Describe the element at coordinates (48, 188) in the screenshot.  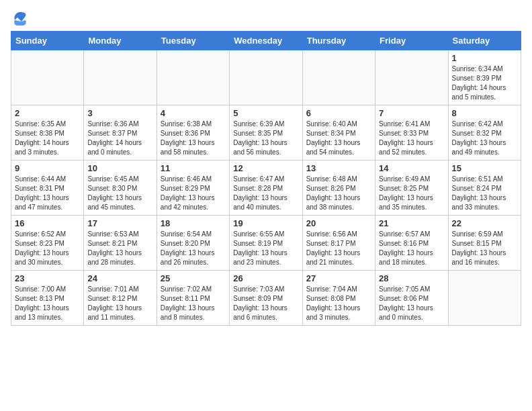
I see `calendar-cell: 9Sunrise: 6:44 AM Sunset: 8:31 PM Daylig…` at that location.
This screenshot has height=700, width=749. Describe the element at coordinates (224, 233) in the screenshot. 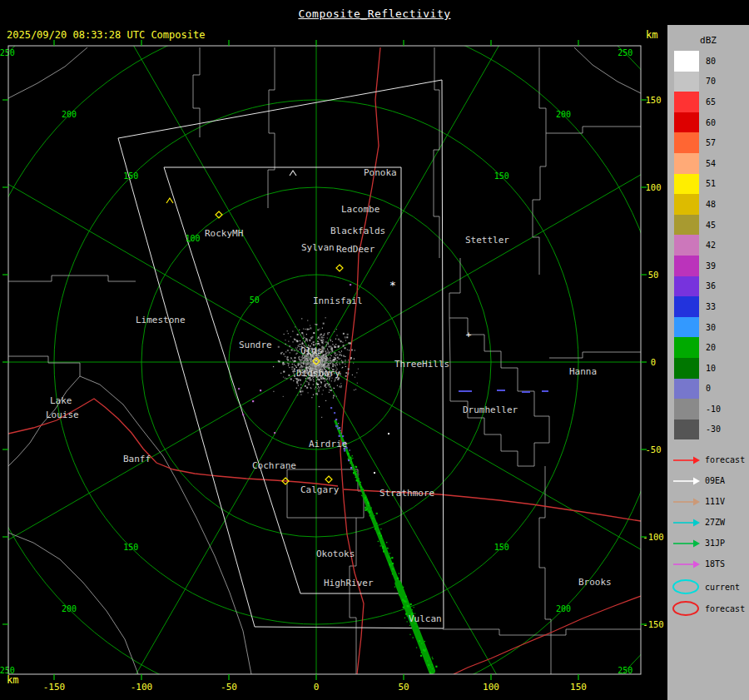

I see `city-label: RockyMH` at that location.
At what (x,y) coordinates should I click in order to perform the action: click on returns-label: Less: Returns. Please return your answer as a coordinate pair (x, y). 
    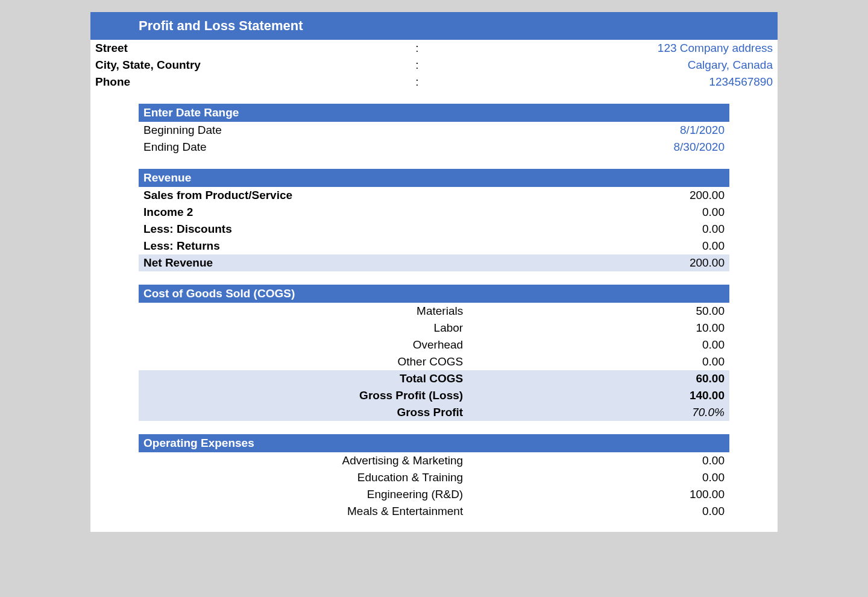
    Looking at the image, I should click on (274, 246).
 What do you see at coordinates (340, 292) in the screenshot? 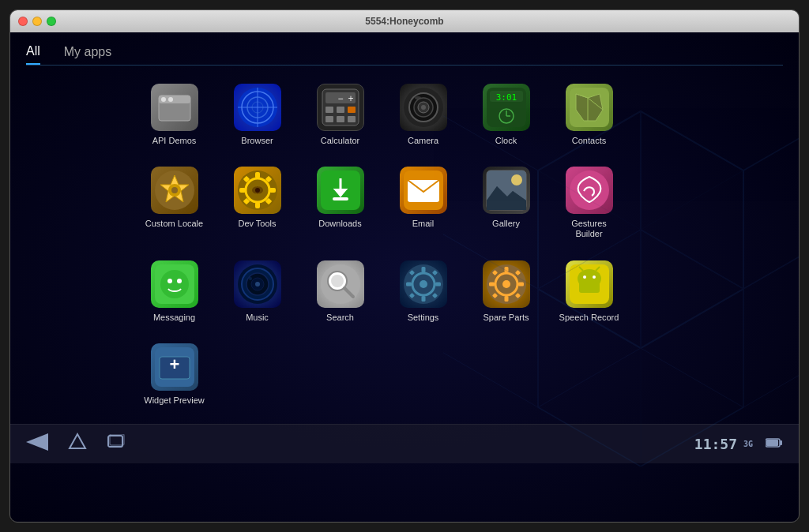
I see `app-search: Search` at bounding box center [340, 292].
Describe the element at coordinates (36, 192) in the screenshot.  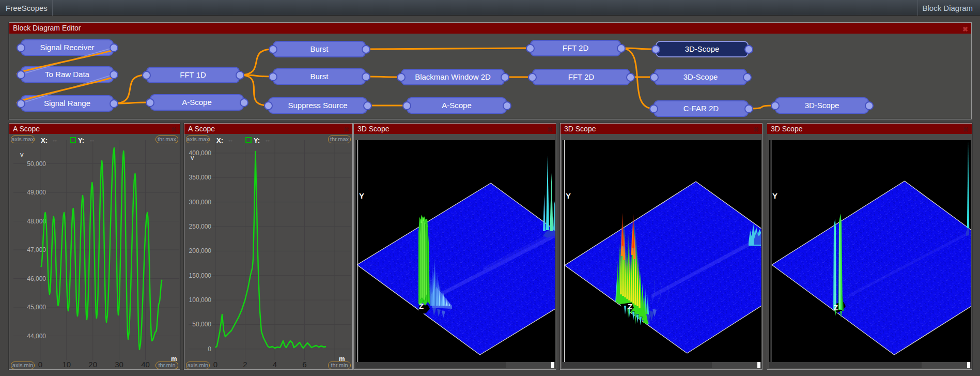
I see `svg-text: 49,000` at that location.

= = = = = = =

## [WHAT IS BEING ASKED]
Write out the whole listing above exactly, minus images.

## [RESPONSE BELOW]
Describe the element at coordinates (48, 188) in the screenshot.  
I see `calendar-cell: 9Sunrise: 6:44 AM Sunset: 8:31 PM Daylig…` at that location.
This screenshot has height=700, width=749. Describe the element at coordinates (224, 233) in the screenshot. 

I see `city-label: RockyMH` at that location.
At what (x,y) coordinates should I click in order to perform the action: click on returns-label: Less: Returns. Please return your answer as a coordinate pair (x, y). 
    Looking at the image, I should click on (274, 246).
 What do you see at coordinates (340, 292) in the screenshot? 
I see `app-search: Search` at bounding box center [340, 292].
Describe the element at coordinates (36, 192) in the screenshot.  
I see `svg-text: 49,000` at that location.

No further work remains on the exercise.